Penetration Testing IPv6 & Infrastructure 2.0

Perusing the web today and found two interesting articles, both with a forward looking edge; some nice reading for you all on this Monday afternoon. The first comes from BreakingPoint's own HD Moore and it dives into Exploiting Tomorrow's Internet Today: Penetration Testing with IPv6. The paper takes a look at how IPv6-enabled systems "...with link-local and auto-configured addresses can be compromised using existing security tools". My first thought was to question the overall importance, since IPv6 has not been emphatically embraced, at least not compared to the promise. However, HD correctly points:

"Even though most networks are not “IPv6” ready, many of the machines on those networks are. The introduction of a new protocol stack introduces security challenges that are not well-known and often overlooked during security evaluations."

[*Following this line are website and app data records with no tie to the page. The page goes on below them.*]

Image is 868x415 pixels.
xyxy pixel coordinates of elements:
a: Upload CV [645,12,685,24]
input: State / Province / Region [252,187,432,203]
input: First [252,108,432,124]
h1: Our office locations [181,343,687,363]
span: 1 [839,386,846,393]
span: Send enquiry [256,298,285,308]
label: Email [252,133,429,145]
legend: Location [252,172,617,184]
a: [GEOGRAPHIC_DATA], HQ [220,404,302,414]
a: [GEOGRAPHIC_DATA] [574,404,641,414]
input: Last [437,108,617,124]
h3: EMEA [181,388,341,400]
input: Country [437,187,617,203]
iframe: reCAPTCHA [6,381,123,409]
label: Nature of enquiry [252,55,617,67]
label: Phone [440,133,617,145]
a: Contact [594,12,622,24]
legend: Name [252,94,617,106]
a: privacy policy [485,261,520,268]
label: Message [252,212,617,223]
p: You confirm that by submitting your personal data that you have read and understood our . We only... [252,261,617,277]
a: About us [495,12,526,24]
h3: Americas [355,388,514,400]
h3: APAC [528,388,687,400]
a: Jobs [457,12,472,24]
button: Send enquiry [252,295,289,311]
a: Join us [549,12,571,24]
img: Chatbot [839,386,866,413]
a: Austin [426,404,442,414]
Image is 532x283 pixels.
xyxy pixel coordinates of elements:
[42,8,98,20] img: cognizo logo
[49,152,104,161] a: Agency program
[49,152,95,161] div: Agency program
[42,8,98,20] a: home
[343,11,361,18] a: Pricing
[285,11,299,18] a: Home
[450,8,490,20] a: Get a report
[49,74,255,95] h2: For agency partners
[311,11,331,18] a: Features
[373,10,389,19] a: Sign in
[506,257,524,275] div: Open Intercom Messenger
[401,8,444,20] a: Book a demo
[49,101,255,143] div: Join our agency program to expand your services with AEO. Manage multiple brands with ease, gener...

Check out the paper and let us know your thoughts; the end lesson for me: "Be Prepared".

The next article that caught my eye today was "The Next Tech Boom: Infrastucture 2.0" by Gregory Ness. Although I have a pet peeve concerning the moniker "2.0", Mr. Ness hits on some important points around static infrastructure, dynamic infrastructure and the players that sit within these camps. The piece dives into, among other topics, how network management costs will continue to rise and that the static players, particularly within a recession, must add more intelligence and automation to their devices and software. The author put it aptly in a reply to a comment I posted:

"They'll benefit from the spread of TCP/IP but not to the extent they could if they became more strategic to the emerging initiatives."

It would be interesting to add the testing factor into this equation for these industry players and how, with the obvious need to rapidly introduce content-aware network equipment, proper testing is not the only prerequisite.  The testing itself must be automated, intelligent, quick, easy and ultimately cost-effective. A lot of criteria for network equipment testing but interestingly all things mentioned in the video from last Friday.